Assistant Professor, Department of Geodesy and Geoinformatics, Faculty of Civil Engineering, University of Belgrade
Biography
Slobodan Jelić is an Assistant Professor at the Department of Geodesy and Geoinformatics, Faculty of Civil Engineering, University of Belgrade. His academic work focuses on machine learning, artificial intelligence applications, combinatorial optimization, and approximation algorithms, with particular emphasis on the use of data-driven methods in geoinformatics and remote sensing. His research explores topics such as domain adaptation in spectroscopy data analysis, intelligent processing of geospatial datasets, and the development of efficient algorithms for complex computational problems. He is the author of over 20 publications in scientific journals, monographs, and conference proceedings.
Alongside his research activities, Slobodan Jelić has a strong teaching portfolio in computer science and applied mathematics. He teaches courses in machine learning, computer vision, information retrieval, and web programming, where he combines theoretical foundations with practical software development and modern data-analysis tools. His work aims to bridge the gap between algorithmic theory and real-world data-centric systems.
Beyond academia, Slobodan Jelić is the founder of the private data science and data engineering agency CrossValid. Through CrossValid, he collaborates with industry partners on the design and implementation of advanced data platforms and AI-enabled analytical solutions. His work includes building scalable data pipelines and intelligent workflows using modern open-source technologies, particularly within the Apache ecosystem, such as Apache Airflow and Apache Superset, enabling organizations to transform complex data into actionable insights.
Keynote speech title
Transfer Learning Across Domains: From Environmental Monitoring to Geospatial Crop Classification
Abstract
Transfer learning has emerged as a powerful paradigm for addressing domain shifts in real-world data, particularly in applications where labeled data are scarce or distribution discrepancies are pronounced. In this talk, we present two complementary case studies from geoscience and environmental biology that demonstrate the effectiveness of domain adaptation and transfer learning techniques in improving model generalization across heterogeneous data sources. The first study focuses on airborne pollen classification, where discrepancies between controlled laboratory datasets and real-world environmental measurements pose a significant challenge. By incorporating expert-verified measurements into the training process and applying domain adaptation strategies, convolutional neural network (CNN) models achieve substantial performance gains, including a 22.52% increase in correlation and a 38.05% reduction in standard deviation across multiple pollen classes and study years. The second study addresses crop classification using satellite image time series from the Sentinel-2 mission across two geographically distinct regions: Brittany (France) and Vojvodina (Serbia). Leveraging a Transformer-based architecture, we transfer knowledge from a source domain to a target domain through fine-tuning, achieving an overall accuracy of 0.94 and significant improvements in class-specific recall, including an 85.71% increase for underrepresented crop types such as sugar beet. Together, these case studies highlight how transfer learning frameworks—ranging from CNN-based domain adaptation to Transformer-based temporal modeling—can effectively bridge domain gaps in both biological and geospatial contexts. The results emphasize the importance of incorporating domain-specific knowledge and carefully designed adaptation strategies to improve robustness and scalability in environmental data analysis.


PROBLEM TO WORK ON: Where does the string "Publicar" occur in the records? Copy each line that holds it.

==== DATA LISTING

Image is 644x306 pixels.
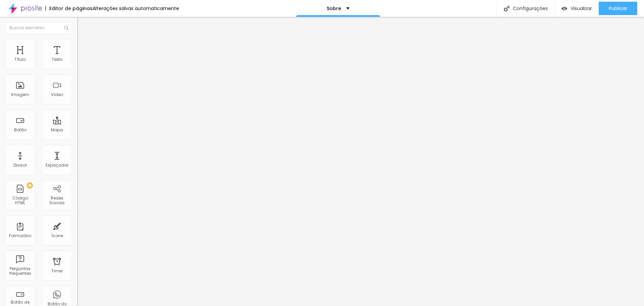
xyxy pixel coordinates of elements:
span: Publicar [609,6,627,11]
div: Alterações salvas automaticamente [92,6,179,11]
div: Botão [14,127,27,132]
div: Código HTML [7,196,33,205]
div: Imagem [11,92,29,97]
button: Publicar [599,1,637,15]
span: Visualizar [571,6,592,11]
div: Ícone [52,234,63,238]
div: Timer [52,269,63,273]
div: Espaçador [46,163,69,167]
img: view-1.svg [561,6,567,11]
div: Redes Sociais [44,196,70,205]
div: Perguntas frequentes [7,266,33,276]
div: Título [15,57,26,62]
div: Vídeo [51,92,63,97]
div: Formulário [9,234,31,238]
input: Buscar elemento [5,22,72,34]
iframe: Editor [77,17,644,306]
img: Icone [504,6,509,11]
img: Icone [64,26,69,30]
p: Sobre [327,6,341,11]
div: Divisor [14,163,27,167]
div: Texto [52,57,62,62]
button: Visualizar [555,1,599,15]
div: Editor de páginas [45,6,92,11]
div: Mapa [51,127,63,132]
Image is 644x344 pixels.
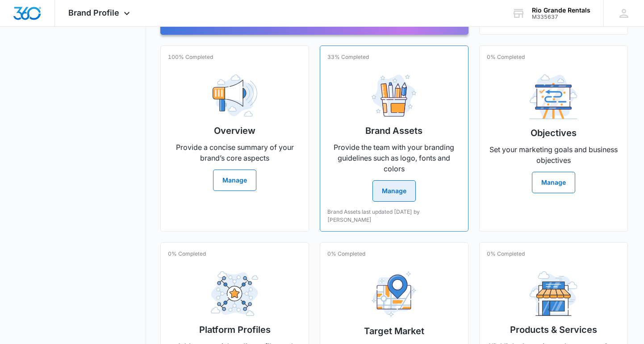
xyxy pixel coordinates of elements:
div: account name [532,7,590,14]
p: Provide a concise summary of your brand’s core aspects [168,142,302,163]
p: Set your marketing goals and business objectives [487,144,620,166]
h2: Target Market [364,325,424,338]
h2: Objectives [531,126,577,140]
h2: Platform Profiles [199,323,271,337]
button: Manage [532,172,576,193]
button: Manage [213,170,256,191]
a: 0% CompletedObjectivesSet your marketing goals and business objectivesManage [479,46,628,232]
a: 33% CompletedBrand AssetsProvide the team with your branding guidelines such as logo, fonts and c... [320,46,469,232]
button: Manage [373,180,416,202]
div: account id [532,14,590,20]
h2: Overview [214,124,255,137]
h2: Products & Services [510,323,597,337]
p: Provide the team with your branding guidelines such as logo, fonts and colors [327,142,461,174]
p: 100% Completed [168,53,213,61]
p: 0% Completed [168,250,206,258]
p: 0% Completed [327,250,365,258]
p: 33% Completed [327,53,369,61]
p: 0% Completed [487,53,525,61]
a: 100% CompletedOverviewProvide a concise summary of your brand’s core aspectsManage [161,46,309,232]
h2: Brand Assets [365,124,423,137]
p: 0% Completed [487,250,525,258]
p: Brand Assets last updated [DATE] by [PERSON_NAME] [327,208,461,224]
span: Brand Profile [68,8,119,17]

========
==== DATA LISTING

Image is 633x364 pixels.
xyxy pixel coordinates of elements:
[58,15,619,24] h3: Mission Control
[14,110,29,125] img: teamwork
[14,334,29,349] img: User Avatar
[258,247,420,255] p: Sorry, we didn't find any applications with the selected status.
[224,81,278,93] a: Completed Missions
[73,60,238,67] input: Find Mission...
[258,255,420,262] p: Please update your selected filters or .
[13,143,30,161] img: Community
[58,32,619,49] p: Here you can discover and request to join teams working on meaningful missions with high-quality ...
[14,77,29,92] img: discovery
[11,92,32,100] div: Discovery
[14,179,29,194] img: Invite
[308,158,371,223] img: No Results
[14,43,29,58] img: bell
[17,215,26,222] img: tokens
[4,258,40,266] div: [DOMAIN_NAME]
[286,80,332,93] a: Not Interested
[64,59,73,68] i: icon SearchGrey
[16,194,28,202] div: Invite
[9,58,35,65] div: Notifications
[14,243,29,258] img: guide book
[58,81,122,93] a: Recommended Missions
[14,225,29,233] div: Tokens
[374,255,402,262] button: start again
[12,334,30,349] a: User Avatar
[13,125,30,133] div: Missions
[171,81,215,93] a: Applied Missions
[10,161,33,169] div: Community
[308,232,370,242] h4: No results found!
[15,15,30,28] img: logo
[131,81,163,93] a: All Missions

========

RESPONSE AREA:
span: Publicar [609,6,627,11]
button: Publicar [599,1,637,15]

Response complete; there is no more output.